Where the production volume is high, as in store-bought items, yes, 3D
printed plastic parts are more expensive than moulded ones. The
break-even comes at about 100 to 10,000 parts, depending, but an
aluminium mould can often be economically used for a few hundred to a
few thousand parts.
There are quite a few low-volume plastic items which are 3D printed
though, like specialised tooling etc.
For rockets?
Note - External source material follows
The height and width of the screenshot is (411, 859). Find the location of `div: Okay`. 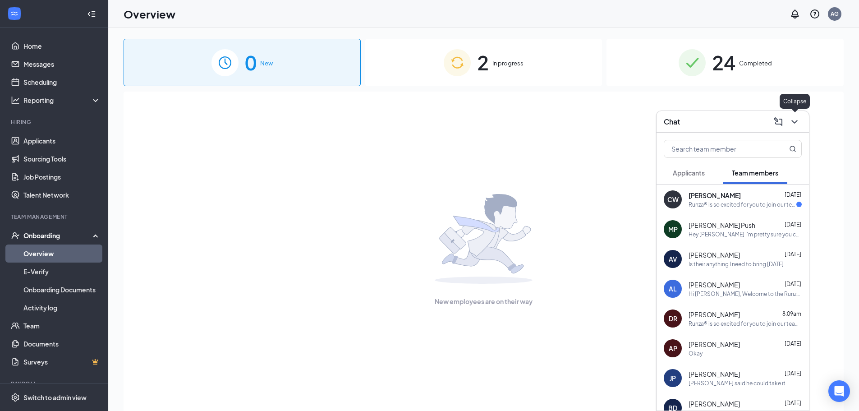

Can't see 3D-printed tanks ever being more economic than
sheet fabrication, but for interstages, fuel lines, engine parts, why not.
Any "mass" production of orbital rockets is not going to be more than
1,000 in the near/bankable/forseeable future, and most likely less than
100 or 10 or even 3.
Peter Fairbrother
Oh, on parallel printing: I use FDM printers with 6 hot ends in ditto
mode (all 6 parts are the same) for plastic parts.
For 3D tanks, I have a vision of about 100 MIG welders in a circle all
working at once. I guess the tank rotates rather than the welders. The
weldment won't have time to cool a lot, but that would probably be a
good thing depending on metallurgy.
On 14/03/2023 12:00, John HALPENNY (j.halpenny) wrote:
3D printing may not be the solution to mass produced rockets. Note that
printing of plastics is a mature technology and there are printers everywhere,
but nothing I see in the store is printed. It’s just too expensive.
Sent from my phone
On Mar 14, 2023, at 2:22 AM, George Herbert <george.herbert@xxxxxxxxx> wrote:
A lot of people can build a bridge that doesn’t fall down. An engineer should
do it efficiently and understanding margins and lifetime.
-george
Sent from my iPhone
On Mar 13, 2023, at 9:53 PM, Derek Lyons <fairwater@xxxxxxxxx> wrote:
On Mon, Mar 13, 2023 at 7:18 PM BrianK ABQ <cielobenazul@xxxxxxxxx> wrote:
You know, for a bunch of rocket geeks; you can hold a pretty informative chat
on high finance. I'm enjoying it.
Engineering is as much counting beans as sliding rules. Always has been.